Tuesday, October 12, 2010

Instant polls make me burp

     Dennis K. was one of the more colorful characters I ever worked with, and had a habit of describing something he found odious: "Tube tops on fat women make me burp."
     That's what I think of all these instant polls -- polls in the paper, polls during the ball game, polls on line. They make me burp.
     "Weigh in with your opinion; what do YOU think of the Theory of Relativity?"
     It's not so bad when it's about sports or entertainment. Who's your favorite singer, or who do you think will win the Ravens game. It's all mindless fun.
     But not as mindless as some of the poll results you see about supposedly more serious, certainly more complex issues. "Do you think all members of Congress should be sent home?"  Betcha that one would be nearly unanimous in Fortress Carroll, except of course for Roscoe Bartlett, who is apparently still working on a plan for term limits 26 years after running on that platform.
     I can read the question in a poll and tell you in advance what the split will be; the one that appears in the local paper is more laughs than what is left of the comic pages, but there is never any mention as to how many people respond to the thing. Maybe 10? That means that easily 90 percent of Carroll County residents think we should pass a law ending government. But then who would enforce the law?
     Oh, yeah; I forgot. The sheriff, deemed by the constitutionalists as possessing the most power in the county, state, country and maybe the universe. I can't find that in my copy of the constitution, but maybe they have kind of their own King James version or something. Hey, it's almost a free country.
     I have lost some faith in the value of local instant polls, and by that I mean anything you can do on line, ever since I saw an email from a motivated activist during one particularly hot debate on public policy.
     Send this to everyone on your email list, the writer implored. Vote on line as often as you can, go back every day and stack the vote.
     The rationale for his ballot stuffing admonition was that it was a good way to let the politicians know what The People are thinking.  Or at least fifteen or twenty of them, times the number of votes that they cast per day. How useful.
     What they're really doing, of course, is trying to convince the unsuspecting masses that the popular opinion is thus and so. Seems to work, too, all too often.
     What really makes be burp is when the news media picks up on such sloppy poll results and writes a news story about it, or -- worse -- an editorial.
     But that's a different posting.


_Work request_
In these entries, tally the lines where "content" occurs. Respond with only the count.
+===+
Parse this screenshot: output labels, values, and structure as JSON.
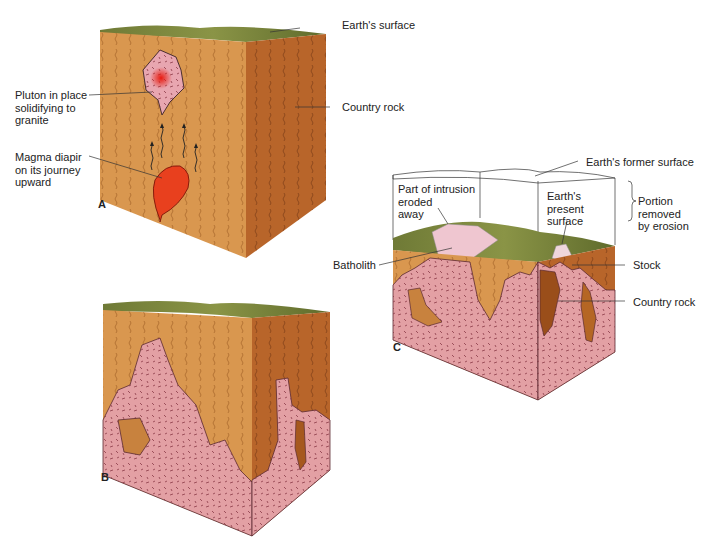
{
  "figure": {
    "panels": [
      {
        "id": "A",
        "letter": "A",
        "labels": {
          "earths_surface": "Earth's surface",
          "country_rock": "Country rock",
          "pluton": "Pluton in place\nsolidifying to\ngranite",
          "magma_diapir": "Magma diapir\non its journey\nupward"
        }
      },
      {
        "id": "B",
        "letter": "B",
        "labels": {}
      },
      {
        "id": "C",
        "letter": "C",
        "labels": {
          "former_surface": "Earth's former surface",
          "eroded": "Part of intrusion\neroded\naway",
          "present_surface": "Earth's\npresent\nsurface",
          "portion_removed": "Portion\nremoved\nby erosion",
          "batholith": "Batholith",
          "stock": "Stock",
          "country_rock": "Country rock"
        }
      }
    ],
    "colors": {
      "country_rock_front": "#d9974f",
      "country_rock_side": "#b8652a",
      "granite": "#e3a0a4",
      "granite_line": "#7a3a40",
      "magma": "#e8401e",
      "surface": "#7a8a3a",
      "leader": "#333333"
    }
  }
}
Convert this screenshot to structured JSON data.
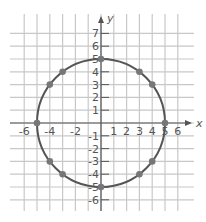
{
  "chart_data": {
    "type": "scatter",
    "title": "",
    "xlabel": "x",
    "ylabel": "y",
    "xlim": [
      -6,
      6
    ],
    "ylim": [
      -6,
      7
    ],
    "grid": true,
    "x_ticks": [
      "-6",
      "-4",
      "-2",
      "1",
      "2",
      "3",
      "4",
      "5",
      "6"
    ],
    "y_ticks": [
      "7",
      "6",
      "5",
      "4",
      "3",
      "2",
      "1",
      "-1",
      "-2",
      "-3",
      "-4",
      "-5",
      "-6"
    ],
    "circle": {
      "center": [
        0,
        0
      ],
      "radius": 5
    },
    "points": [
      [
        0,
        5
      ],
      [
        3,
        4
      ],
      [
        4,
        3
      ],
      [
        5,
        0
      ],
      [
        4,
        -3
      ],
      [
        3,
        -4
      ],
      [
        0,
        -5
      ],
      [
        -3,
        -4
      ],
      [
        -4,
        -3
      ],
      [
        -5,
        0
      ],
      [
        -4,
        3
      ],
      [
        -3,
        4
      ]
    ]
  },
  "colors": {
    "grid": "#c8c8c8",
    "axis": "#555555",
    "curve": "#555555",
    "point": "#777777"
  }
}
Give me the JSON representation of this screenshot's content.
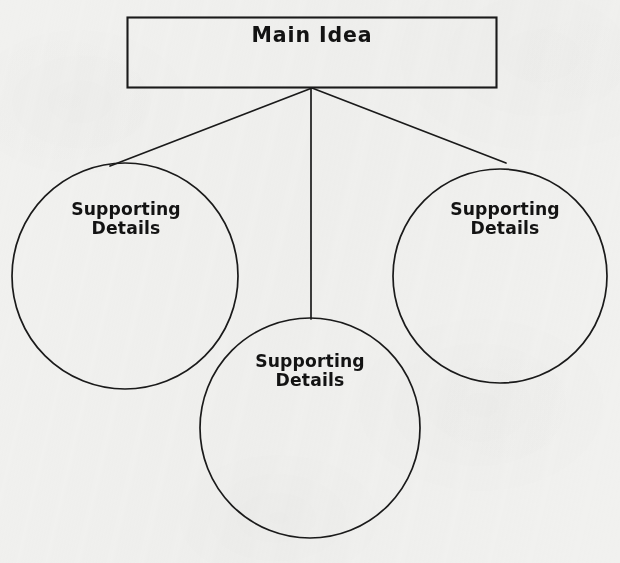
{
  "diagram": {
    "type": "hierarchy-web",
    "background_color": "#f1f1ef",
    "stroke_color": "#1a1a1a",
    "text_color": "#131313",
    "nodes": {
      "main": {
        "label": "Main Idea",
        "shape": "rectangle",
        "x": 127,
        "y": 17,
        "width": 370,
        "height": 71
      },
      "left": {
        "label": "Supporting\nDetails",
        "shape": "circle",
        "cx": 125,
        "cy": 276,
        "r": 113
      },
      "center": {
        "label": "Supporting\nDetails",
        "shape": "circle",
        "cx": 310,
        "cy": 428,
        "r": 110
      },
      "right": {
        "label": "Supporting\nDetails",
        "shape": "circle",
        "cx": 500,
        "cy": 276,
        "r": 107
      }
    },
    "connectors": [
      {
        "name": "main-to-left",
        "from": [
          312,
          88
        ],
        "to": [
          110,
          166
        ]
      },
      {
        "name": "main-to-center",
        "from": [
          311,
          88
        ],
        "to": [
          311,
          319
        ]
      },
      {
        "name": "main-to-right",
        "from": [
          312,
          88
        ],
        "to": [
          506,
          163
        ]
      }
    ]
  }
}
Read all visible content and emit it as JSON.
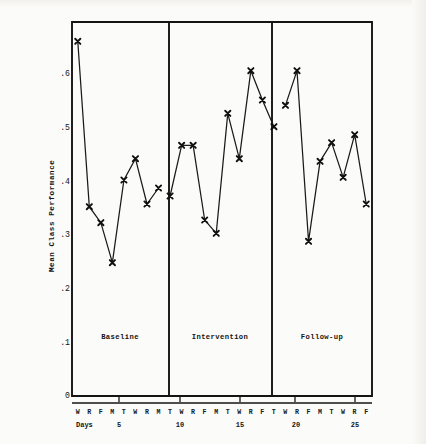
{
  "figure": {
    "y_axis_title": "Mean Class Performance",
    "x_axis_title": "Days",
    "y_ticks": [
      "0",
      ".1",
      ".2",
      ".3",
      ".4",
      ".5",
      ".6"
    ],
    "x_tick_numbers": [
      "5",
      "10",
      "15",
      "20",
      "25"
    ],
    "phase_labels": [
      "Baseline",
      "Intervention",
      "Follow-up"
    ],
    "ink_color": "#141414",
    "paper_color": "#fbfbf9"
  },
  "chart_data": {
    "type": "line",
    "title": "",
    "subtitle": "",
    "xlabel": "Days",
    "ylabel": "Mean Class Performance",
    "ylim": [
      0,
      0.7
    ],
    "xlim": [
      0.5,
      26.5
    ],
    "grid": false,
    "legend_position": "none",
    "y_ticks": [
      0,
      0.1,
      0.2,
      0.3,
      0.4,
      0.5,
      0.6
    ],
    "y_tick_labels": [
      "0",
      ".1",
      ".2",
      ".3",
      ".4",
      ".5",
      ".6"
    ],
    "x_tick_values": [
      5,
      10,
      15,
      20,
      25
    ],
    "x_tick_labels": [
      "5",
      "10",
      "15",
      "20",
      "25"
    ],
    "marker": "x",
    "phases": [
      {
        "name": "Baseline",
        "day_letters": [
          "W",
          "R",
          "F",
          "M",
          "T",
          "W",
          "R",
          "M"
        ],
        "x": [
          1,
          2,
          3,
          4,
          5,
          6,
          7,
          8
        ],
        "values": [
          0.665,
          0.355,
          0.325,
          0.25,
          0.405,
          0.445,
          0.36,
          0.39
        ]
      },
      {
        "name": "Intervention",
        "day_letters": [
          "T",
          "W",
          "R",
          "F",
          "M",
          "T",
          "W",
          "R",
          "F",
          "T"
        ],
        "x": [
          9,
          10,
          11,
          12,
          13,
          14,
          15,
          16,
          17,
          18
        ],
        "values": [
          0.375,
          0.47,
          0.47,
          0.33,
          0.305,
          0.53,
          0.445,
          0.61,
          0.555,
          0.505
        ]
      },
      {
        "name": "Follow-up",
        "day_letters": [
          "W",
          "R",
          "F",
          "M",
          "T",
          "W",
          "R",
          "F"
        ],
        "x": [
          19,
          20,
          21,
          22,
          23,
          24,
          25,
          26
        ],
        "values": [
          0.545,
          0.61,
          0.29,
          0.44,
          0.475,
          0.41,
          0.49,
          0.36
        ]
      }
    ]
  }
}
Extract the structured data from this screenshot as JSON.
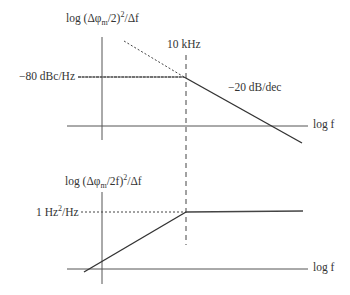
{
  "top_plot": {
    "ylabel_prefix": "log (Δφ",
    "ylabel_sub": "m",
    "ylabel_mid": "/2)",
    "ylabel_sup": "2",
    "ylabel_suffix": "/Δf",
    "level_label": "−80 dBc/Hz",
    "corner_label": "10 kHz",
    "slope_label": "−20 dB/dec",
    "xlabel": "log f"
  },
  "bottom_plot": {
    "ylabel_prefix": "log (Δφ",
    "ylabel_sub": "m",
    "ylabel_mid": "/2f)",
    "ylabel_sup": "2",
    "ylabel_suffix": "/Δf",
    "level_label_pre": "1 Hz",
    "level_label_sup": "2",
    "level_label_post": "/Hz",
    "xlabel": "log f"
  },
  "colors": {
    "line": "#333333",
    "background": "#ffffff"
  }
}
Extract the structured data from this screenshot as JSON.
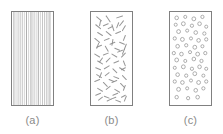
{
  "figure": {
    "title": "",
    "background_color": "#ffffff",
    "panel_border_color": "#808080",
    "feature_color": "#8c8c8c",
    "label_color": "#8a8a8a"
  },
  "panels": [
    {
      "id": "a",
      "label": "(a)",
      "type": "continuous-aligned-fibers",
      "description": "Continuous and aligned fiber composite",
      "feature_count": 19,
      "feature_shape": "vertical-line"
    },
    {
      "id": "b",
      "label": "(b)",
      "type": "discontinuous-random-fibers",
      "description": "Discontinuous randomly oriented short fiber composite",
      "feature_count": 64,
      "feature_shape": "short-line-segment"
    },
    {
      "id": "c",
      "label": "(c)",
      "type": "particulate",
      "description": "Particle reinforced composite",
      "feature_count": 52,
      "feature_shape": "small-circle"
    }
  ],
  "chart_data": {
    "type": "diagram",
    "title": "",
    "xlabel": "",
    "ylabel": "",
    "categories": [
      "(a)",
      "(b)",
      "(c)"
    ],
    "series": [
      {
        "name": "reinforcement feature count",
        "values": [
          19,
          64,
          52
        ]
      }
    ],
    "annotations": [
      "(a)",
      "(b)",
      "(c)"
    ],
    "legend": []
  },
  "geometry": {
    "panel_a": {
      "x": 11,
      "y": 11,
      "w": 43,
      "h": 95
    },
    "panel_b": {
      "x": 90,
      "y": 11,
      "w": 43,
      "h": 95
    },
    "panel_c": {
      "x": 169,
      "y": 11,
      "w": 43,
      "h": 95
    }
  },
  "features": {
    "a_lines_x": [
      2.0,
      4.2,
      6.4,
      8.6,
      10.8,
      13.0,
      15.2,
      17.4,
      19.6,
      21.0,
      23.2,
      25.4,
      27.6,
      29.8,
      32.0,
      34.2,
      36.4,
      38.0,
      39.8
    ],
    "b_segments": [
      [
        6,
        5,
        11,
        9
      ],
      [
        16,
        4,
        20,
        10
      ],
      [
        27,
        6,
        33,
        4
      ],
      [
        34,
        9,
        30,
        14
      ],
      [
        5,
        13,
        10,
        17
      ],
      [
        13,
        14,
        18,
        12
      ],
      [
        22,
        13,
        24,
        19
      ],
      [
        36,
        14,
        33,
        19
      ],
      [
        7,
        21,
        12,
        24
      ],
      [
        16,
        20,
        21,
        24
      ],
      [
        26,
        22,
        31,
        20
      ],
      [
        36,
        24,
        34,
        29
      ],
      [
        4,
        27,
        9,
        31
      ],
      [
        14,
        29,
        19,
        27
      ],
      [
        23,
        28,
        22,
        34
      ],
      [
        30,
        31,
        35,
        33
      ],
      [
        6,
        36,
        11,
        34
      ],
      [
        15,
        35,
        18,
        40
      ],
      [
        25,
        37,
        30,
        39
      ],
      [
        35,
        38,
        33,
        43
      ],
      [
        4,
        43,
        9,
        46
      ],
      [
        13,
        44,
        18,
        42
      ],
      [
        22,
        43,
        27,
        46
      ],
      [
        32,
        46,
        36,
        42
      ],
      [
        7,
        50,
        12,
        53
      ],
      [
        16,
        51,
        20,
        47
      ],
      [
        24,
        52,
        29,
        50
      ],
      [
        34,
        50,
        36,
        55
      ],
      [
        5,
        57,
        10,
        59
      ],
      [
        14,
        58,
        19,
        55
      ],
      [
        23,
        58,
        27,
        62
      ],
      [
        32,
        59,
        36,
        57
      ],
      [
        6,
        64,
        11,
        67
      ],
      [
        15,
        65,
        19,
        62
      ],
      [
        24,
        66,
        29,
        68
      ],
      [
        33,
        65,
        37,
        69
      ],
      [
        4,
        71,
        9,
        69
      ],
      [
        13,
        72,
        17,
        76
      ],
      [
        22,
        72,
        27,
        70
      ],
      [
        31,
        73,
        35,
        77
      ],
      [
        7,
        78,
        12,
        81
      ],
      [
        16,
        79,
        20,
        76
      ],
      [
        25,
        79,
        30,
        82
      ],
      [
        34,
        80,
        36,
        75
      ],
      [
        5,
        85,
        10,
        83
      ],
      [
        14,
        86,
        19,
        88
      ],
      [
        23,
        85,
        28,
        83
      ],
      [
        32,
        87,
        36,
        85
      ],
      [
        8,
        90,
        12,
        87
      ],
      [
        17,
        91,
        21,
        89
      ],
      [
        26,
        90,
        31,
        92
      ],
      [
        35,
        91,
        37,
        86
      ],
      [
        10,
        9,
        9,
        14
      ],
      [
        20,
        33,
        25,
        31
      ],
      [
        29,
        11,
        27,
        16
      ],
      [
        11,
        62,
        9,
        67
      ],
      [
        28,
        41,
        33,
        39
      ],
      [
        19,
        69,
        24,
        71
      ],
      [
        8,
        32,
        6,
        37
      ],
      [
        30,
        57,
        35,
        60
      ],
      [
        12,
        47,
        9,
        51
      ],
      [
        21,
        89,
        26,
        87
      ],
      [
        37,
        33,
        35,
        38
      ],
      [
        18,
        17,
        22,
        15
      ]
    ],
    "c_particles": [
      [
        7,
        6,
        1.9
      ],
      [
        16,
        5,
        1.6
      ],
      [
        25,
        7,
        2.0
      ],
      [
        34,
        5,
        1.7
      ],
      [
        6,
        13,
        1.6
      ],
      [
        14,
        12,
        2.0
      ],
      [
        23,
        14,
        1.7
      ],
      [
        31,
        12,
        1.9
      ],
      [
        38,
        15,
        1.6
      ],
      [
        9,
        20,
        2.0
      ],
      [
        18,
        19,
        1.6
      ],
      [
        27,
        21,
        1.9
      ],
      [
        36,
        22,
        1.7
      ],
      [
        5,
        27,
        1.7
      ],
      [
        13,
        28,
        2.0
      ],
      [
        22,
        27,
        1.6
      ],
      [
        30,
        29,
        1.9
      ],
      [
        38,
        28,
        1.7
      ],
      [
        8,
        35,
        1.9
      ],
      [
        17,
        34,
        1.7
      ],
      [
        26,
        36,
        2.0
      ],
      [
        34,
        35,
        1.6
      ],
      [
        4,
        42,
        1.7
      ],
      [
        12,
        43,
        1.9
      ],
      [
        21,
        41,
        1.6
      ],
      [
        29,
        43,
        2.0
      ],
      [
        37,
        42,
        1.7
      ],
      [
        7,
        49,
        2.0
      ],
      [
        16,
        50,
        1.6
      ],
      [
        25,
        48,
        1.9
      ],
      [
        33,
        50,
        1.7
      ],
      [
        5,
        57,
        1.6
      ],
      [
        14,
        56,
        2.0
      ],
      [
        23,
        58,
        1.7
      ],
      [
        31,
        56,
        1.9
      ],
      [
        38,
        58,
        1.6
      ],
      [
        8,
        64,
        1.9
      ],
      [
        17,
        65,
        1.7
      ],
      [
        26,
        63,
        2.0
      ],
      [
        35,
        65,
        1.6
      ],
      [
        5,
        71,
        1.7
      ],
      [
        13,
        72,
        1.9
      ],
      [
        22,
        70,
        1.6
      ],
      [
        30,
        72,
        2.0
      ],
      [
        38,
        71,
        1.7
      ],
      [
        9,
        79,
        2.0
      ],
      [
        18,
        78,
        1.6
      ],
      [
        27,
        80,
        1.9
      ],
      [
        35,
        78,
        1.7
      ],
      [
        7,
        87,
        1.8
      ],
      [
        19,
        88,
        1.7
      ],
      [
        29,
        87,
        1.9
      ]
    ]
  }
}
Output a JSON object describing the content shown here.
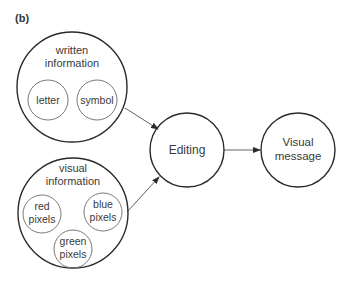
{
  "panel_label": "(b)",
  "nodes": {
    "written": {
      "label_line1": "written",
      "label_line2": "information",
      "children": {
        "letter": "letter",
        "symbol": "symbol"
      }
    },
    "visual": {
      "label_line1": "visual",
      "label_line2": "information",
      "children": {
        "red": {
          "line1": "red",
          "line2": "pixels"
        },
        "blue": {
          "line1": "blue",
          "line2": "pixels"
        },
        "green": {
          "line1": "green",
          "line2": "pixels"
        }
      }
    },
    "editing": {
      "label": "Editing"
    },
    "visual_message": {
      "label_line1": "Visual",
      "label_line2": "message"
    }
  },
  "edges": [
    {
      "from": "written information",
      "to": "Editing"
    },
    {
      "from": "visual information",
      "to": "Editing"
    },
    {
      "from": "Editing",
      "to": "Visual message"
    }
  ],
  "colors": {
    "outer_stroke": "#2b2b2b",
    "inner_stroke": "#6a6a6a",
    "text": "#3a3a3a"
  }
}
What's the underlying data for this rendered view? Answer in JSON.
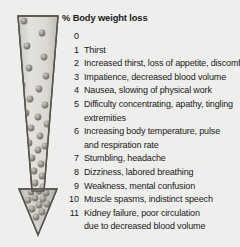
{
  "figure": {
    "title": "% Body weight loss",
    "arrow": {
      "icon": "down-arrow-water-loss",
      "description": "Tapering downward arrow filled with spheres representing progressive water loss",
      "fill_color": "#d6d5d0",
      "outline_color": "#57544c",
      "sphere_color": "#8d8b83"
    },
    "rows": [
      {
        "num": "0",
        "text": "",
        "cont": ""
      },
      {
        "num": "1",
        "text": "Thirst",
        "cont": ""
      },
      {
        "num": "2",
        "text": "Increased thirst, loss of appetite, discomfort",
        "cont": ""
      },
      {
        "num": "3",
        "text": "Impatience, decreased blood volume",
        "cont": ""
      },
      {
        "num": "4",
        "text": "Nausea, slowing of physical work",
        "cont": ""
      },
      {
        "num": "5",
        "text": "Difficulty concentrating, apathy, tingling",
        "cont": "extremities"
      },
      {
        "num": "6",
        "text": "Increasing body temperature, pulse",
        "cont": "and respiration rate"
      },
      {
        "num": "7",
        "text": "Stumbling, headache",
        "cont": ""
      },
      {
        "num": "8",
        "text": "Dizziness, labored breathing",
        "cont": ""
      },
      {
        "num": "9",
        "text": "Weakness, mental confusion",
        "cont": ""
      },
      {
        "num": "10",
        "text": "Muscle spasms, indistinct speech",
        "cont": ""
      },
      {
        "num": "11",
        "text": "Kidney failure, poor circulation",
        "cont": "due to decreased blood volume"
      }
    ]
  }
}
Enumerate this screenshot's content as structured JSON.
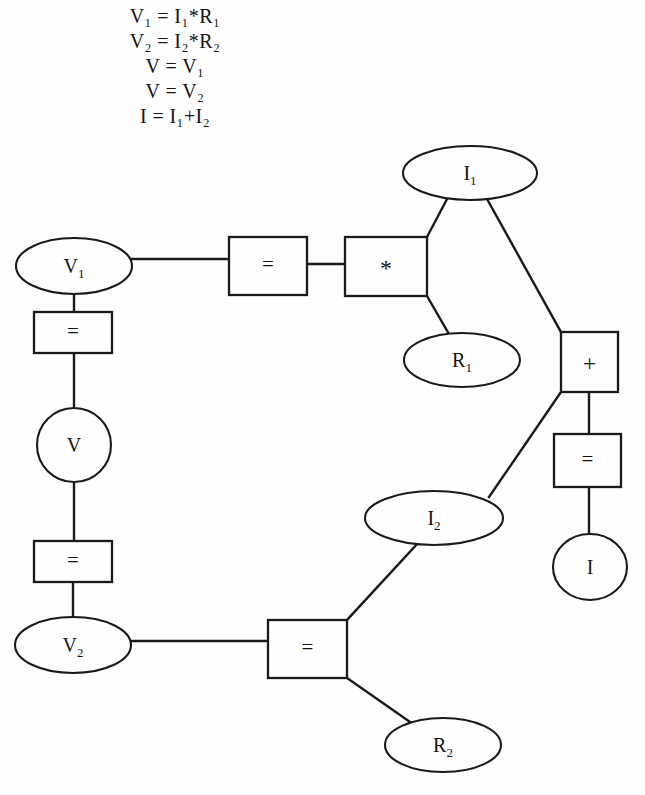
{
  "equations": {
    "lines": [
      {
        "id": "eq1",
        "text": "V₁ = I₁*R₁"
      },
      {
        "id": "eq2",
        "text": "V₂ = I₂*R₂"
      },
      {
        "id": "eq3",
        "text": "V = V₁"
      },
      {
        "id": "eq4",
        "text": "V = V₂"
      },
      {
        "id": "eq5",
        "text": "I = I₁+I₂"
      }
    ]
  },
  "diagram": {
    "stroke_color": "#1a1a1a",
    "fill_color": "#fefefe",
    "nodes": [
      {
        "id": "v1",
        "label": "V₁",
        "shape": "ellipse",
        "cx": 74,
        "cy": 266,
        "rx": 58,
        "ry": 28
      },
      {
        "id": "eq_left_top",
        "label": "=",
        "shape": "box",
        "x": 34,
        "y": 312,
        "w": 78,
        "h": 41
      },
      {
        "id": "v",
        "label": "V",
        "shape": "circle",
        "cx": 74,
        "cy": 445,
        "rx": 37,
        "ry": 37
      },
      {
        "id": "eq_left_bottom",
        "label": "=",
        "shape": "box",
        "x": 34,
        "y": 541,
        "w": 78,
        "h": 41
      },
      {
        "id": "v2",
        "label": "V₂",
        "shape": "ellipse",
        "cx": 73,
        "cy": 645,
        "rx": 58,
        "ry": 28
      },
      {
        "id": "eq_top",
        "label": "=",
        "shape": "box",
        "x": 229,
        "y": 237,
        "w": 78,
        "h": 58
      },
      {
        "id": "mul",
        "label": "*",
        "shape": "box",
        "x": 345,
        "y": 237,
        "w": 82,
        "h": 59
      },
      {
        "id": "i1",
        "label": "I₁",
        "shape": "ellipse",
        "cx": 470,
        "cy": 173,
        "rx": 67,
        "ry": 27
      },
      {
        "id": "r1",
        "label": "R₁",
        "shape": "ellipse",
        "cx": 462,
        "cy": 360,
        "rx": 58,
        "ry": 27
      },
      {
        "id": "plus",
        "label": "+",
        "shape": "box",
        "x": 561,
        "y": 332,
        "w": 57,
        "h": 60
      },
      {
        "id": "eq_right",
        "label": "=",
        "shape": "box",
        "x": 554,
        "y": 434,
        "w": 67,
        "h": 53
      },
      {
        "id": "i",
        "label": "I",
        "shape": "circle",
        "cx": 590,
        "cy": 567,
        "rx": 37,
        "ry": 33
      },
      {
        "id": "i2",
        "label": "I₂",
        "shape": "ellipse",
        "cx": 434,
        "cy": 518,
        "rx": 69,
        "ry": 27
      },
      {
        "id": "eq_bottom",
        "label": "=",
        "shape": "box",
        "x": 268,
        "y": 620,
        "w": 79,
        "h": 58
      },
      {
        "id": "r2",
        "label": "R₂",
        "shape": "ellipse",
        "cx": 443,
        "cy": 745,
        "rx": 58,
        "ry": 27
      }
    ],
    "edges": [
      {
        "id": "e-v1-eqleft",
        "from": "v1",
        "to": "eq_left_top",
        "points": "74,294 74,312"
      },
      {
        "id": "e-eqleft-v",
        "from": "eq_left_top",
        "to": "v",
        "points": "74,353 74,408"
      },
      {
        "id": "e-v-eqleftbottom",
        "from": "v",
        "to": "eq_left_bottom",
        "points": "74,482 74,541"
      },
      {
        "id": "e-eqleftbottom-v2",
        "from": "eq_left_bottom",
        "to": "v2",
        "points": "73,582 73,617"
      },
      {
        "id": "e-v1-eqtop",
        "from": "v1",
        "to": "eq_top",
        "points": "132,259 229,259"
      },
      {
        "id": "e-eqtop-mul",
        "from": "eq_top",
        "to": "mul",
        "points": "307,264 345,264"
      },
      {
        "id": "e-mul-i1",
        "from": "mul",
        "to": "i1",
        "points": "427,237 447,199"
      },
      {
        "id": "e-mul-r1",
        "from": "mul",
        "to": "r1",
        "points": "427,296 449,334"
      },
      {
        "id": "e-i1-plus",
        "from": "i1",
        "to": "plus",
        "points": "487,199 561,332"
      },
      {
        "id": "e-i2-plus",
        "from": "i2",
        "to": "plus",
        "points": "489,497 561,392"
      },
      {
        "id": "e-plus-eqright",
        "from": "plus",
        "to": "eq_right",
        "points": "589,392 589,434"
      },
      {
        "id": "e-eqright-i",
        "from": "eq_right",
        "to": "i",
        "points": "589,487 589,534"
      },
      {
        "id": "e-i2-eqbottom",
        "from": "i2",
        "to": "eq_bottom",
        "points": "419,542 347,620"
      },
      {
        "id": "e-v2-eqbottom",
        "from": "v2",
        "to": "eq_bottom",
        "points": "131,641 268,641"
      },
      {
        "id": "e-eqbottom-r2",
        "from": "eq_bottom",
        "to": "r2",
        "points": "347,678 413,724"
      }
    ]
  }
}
+===+
_Response area_
4